1. A river named after a 16th century French explorer

Stretching six miles in length and flowing northward, the Ribault River is a tributary of the Trout River. It is named in honor of Jean Ribault (1520-1565), a French naval officer and colonizer of what would eventually become known as the southeastern United States or lowcountry. An officer under Admiral Gaspard de Coligny, Ribault was over command of the French colony of Fort Carolina. He one first European to undertake a detailed exploration of the St. Johns River in the 16th century. Ribault and several of his followers were killed by the Spanish near St. Augustine in 1565.

A cannon from a shipwreck of a 16th-century French ship was found off the coast of St. Augustine in 2016. The shipwreck is thought to be Ribault’s flagship La Trinite. Image courtesy of Global Marine Exploration, Inc.

2. How Lem Turner Road received its name

During the period of Florida’s 18th century British Occupation, land around the Ribault River became home to isolated plantations that used enslaved African labor to cultivate cotton, tobacco, indigo and other crops. By the early 19th century, much of the property along the Ribault and Trout rivers had become the site of Turner Place. In 1834, Lemuel “Lem” Turner was born at the old family homestead east of Capper Road.

The road now known as Lem Turner Road was known as “Turner Ferry Road” at the turn of the century. It included a bridge over the Trout River that was burned by the Union during the Civil War, leading Lem to start a ferry service. The ferry was known as Turner’s Ferry. In addition, Turner was active in the lumber industry, owning and operating a shingle mill in the present day Dinsmore area. Very successful at buying and selling land, Turner once owned land that eventually became the 20th century neighborhoods of Lem Turner Park, Lake Forest, Lake Forest Hills and the Highlands. Further up the Trout River, Blockhouse Creek was named after an old “block house” that used to house the Turner family plantation’s enslaved. After the 1950s opening of Gateway Mall, Lem Turner Road rapidly developed into the primary commercial thoroughfare crossing the Ribault and Trout Rivers.

3. Jacksonville’s million dollar suburb

The Riverview Town Hall in 1914. Photograph courtesy of the City of Jacksonville.

Perched on hills and bluffs between the Trout and Ribault Rivers, Riverview is one of the few neighborhoods outside of the historic urban core that was designed to be every bit as walkable and grand as Riverside/Avondale, Springfield, and San Marco. Attempting to take advantage of the area’s popularity and energy, Dr. E.H. Armstrong started the development of the Riverview neighborhood in 1911.

At the time, Armstrong envisioned Jacksonville growing to a population of 400,000 within a few short years (a feat that would not be accomplished until the 1968 city/county merger) and his Riverview becoming the area’s most valuable property. Calling it a million dollar suburb, Riverview contained three thousand residential lots on six hundred acres of hills, gridded streets and waterfront.

Despite Armstrong’s vision, investment, and marketing of Riverview, his community’s greatest years of development would not occur until after World War II when suburban growth accelerated north of Jacksonville. In 1968, 57 years after Armstrong’s plat of Riverside, it finally became a part of Jacksonville when the city consolidated with Duval County.

Waterfront residences along the northbank of the Ribault River in Riverview.

4. Florida’s first segregation era Black golf & country club

To counteract segregation, Abraham Lincoln Lewis, the president of Florida’s first Black-owned life insurance company, established the nine-hole Lincoln Golf and Country Club for African-Americans in 1926. Located on New Kings Road, just north of the Ribault River, for many years it was the social and recreational center for affluent Black Jaxsons. Hosting tournaments for Black women and southern Black colleges as early as 1930, it quickly rose to become the pride and showcase of Black golf across the south. In 1933, three-time national champion John Brooks Dendy made history with a hole-in-one at the 342-yard, par-four first hole and then three consecutive birdies. His 1-2-3-4, six-under par start was later acknowledged in Ripley’s Believe It or Not. Between 1941 and 1949, golf pro Ralph Dawkins, Sr., the first African American golfer to win a tournament in the state of Florida and grandfather of NFL Hall of Famer Brian Dawkins, served as the club’s formal golf instructor between 1941 and 1949.

A 1952 aerial of Lincoln Golf and Country Club along the banks of the Ribault River.

In 1947, the country club closed due to the death of founder Abraham Lincoln Lewis. However, it reopened later in the year as the city’s first integrated golf club by admitting new members regardless of color. One of the most famous celebrities to golf at Lincoln was heavyweight boxing champion Joe Louis, who came to Lincoln in 1949 to promote interest in sport within the African-American community. Lewis returned in 1952 with a field of 75 professional and 50 amateur shotmakers for a three-day, 72-hole affair. Lincoln Golf and Country Club’s prominence declined as a result of integration. Following its early 1960s closure, the property was developed into the mid-century Lincoln Estates and Carver Manor subdivisions that still stand today.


EXERCISE INSTRUCTIONS -
Your result will be the set of lines with "content", copied from the material below.

RECORDS TO PROCESS -
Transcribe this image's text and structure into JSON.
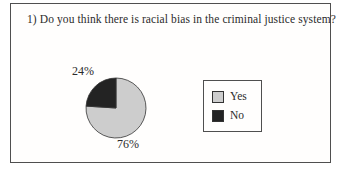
{
  "chart_data": {
    "type": "pie",
    "title": "1) Do you think there is racial bias in the criminal justice system?",
    "slices": [
      {
        "label": "Yes",
        "value": 76,
        "display": "76%",
        "color": "#cdcdcd"
      },
      {
        "label": "No",
        "value": 24,
        "display": "24%",
        "color": "#232323"
      }
    ],
    "start_angle": "top",
    "direction": "clockwise",
    "legend_position": "right",
    "legend_entries": [
      "Yes",
      "No"
    ],
    "outline_color": "#333333",
    "frame_border_color": "#4f4f4f",
    "text_color": "#2b2b2b"
  }
}
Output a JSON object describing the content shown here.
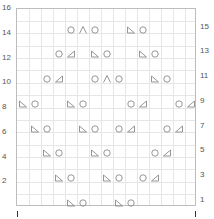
{
  "chart": {
    "columns": 15,
    "rows": 16,
    "left_labels": [
      "16",
      "14",
      "12",
      "10",
      "8",
      "6",
      "4",
      "2"
    ],
    "right_labels": [
      "15",
      "13",
      "11",
      "9",
      "7",
      "5",
      "3",
      "1"
    ],
    "colors": {
      "grid": "#e6e6e6",
      "border": "#bdbdbd",
      "symbol": "#8a8a8a",
      "label": "#555555"
    },
    "legend_symbols": {
      "yo": "circle (yarn over)",
      "k2tog": "right-leaning triangle",
      "ssk": "left-leaning triangle",
      "cdd": "caret (centered double decrease)"
    },
    "cells": [
      {
        "row": 15,
        "col": 5,
        "sym": "yo"
      },
      {
        "row": 15,
        "col": 6,
        "sym": "cdd"
      },
      {
        "row": 15,
        "col": 7,
        "sym": "yo"
      },
      {
        "row": 15,
        "col": 10,
        "sym": "ssk"
      },
      {
        "row": 15,
        "col": 11,
        "sym": "yo"
      },
      {
        "row": 13,
        "col": 4,
        "sym": "yo"
      },
      {
        "row": 13,
        "col": 5,
        "sym": "k2tog"
      },
      {
        "row": 13,
        "col": 7,
        "sym": "ssk"
      },
      {
        "row": 13,
        "col": 8,
        "sym": "yo"
      },
      {
        "row": 13,
        "col": 11,
        "sym": "ssk"
      },
      {
        "row": 13,
        "col": 12,
        "sym": "yo"
      },
      {
        "row": 11,
        "col": 3,
        "sym": "yo"
      },
      {
        "row": 11,
        "col": 4,
        "sym": "k2tog"
      },
      {
        "row": 11,
        "col": 7,
        "sym": "yo"
      },
      {
        "row": 11,
        "col": 8,
        "sym": "cdd"
      },
      {
        "row": 11,
        "col": 9,
        "sym": "yo"
      },
      {
        "row": 11,
        "col": 12,
        "sym": "ssk"
      },
      {
        "row": 11,
        "col": 13,
        "sym": "yo"
      },
      {
        "row": 9,
        "col": 1,
        "sym": "ssk"
      },
      {
        "row": 9,
        "col": 2,
        "sym": "yo"
      },
      {
        "row": 9,
        "col": 5,
        "sym": "ssk"
      },
      {
        "row": 9,
        "col": 6,
        "sym": "yo"
      },
      {
        "row": 9,
        "col": 10,
        "sym": "yo"
      },
      {
        "row": 9,
        "col": 11,
        "sym": "k2tog"
      },
      {
        "row": 9,
        "col": 14,
        "sym": "yo"
      },
      {
        "row": 9,
        "col": 15,
        "sym": "k2tog"
      },
      {
        "row": 7,
        "col": 2,
        "sym": "ssk"
      },
      {
        "row": 7,
        "col": 3,
        "sym": "yo"
      },
      {
        "row": 7,
        "col": 6,
        "sym": "ssk"
      },
      {
        "row": 7,
        "col": 7,
        "sym": "yo"
      },
      {
        "row": 7,
        "col": 9,
        "sym": "yo"
      },
      {
        "row": 7,
        "col": 10,
        "sym": "k2tog"
      },
      {
        "row": 7,
        "col": 13,
        "sym": "yo"
      },
      {
        "row": 7,
        "col": 14,
        "sym": "k2tog"
      },
      {
        "row": 5,
        "col": 3,
        "sym": "ssk"
      },
      {
        "row": 5,
        "col": 4,
        "sym": "yo"
      },
      {
        "row": 5,
        "col": 7,
        "sym": "ssk"
      },
      {
        "row": 5,
        "col": 8,
        "sym": "yo"
      },
      {
        "row": 5,
        "col": 12,
        "sym": "yo"
      },
      {
        "row": 5,
        "col": 13,
        "sym": "k2tog"
      },
      {
        "row": 3,
        "col": 4,
        "sym": "ssk"
      },
      {
        "row": 3,
        "col": 5,
        "sym": "yo"
      },
      {
        "row": 3,
        "col": 8,
        "sym": "ssk"
      },
      {
        "row": 3,
        "col": 9,
        "sym": "yo"
      },
      {
        "row": 3,
        "col": 11,
        "sym": "yo"
      },
      {
        "row": 3,
        "col": 12,
        "sym": "k2tog"
      },
      {
        "row": 1,
        "col": 5,
        "sym": "ssk"
      },
      {
        "row": 1,
        "col": 6,
        "sym": "yo"
      },
      {
        "row": 1,
        "col": 9,
        "sym": "ssk"
      },
      {
        "row": 1,
        "col": 10,
        "sym": "yo"
      }
    ]
  }
}
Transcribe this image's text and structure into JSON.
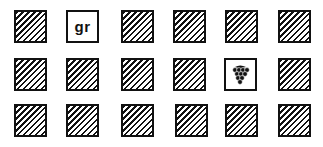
{
  "grid": {
    "rows": 3,
    "columns": 6,
    "tiles": [
      {
        "row": 0,
        "col": 0,
        "type": "hatched"
      },
      {
        "row": 0,
        "col": 1,
        "type": "text",
        "label": "gr"
      },
      {
        "row": 0,
        "col": 2,
        "type": "hatched"
      },
      {
        "row": 0,
        "col": 3,
        "type": "hatched"
      },
      {
        "row": 0,
        "col": 4,
        "type": "hatched"
      },
      {
        "row": 0,
        "col": 5,
        "type": "hatched"
      },
      {
        "row": 1,
        "col": 0,
        "type": "hatched"
      },
      {
        "row": 1,
        "col": 1,
        "type": "hatched"
      },
      {
        "row": 1,
        "col": 2,
        "type": "hatched"
      },
      {
        "row": 1,
        "col": 3,
        "type": "hatched"
      },
      {
        "row": 1,
        "col": 4,
        "type": "icon",
        "icon": "grapes-icon"
      },
      {
        "row": 1,
        "col": 5,
        "type": "hatched"
      },
      {
        "row": 2,
        "col": 0,
        "type": "hatched"
      },
      {
        "row": 2,
        "col": 1,
        "type": "hatched"
      },
      {
        "row": 2,
        "col": 2,
        "type": "hatched"
      },
      {
        "row": 2,
        "col": 3,
        "type": "hatched"
      },
      {
        "row": 2,
        "col": 4,
        "type": "hatched"
      },
      {
        "row": 2,
        "col": 5,
        "type": "hatched"
      }
    ]
  },
  "colors": {
    "ink": "#111111",
    "background": "#ffffff"
  }
}
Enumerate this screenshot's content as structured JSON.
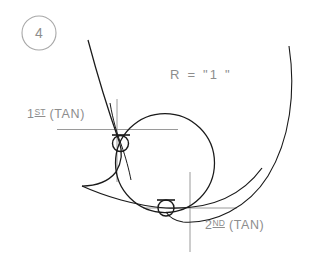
{
  "figure": {
    "step_badge": "4",
    "labels": {
      "first_tangent_num": "1",
      "first_tangent_ord": "ST",
      "first_tangent_rest": " (TAN)",
      "radius_note": "R  =  \"1  \"",
      "second_tangent_num": "2",
      "second_tangent_ord": "ND",
      "second_tangent_rest": " (TAN)"
    },
    "colors": {
      "ink": "#1a1a1a",
      "construction": "#9a9a9a",
      "text": "#8d8d8d",
      "background": "#ffffff"
    },
    "geometry": {
      "main_circle": {
        "cx": 165,
        "cy": 163,
        "r": 49.5
      },
      "first_tangent_point": {
        "x": 120.5,
        "y": 143.5
      },
      "second_tangent_point": {
        "x": 166,
        "y": 208
      },
      "tangent_marker_radius": 8,
      "cusp_point": {
        "x": 82,
        "y": 186
      },
      "step_badge_circle": {
        "cx": 39,
        "cy": 33,
        "r": 17
      }
    }
  }
}
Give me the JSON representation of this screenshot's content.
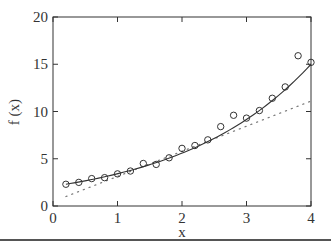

TASK SOLUTION -
Output a JSON object describing the content shown here.
Enumerate this screenshot's content as structured JSON.
Give me the JSON representation of this screenshot's content.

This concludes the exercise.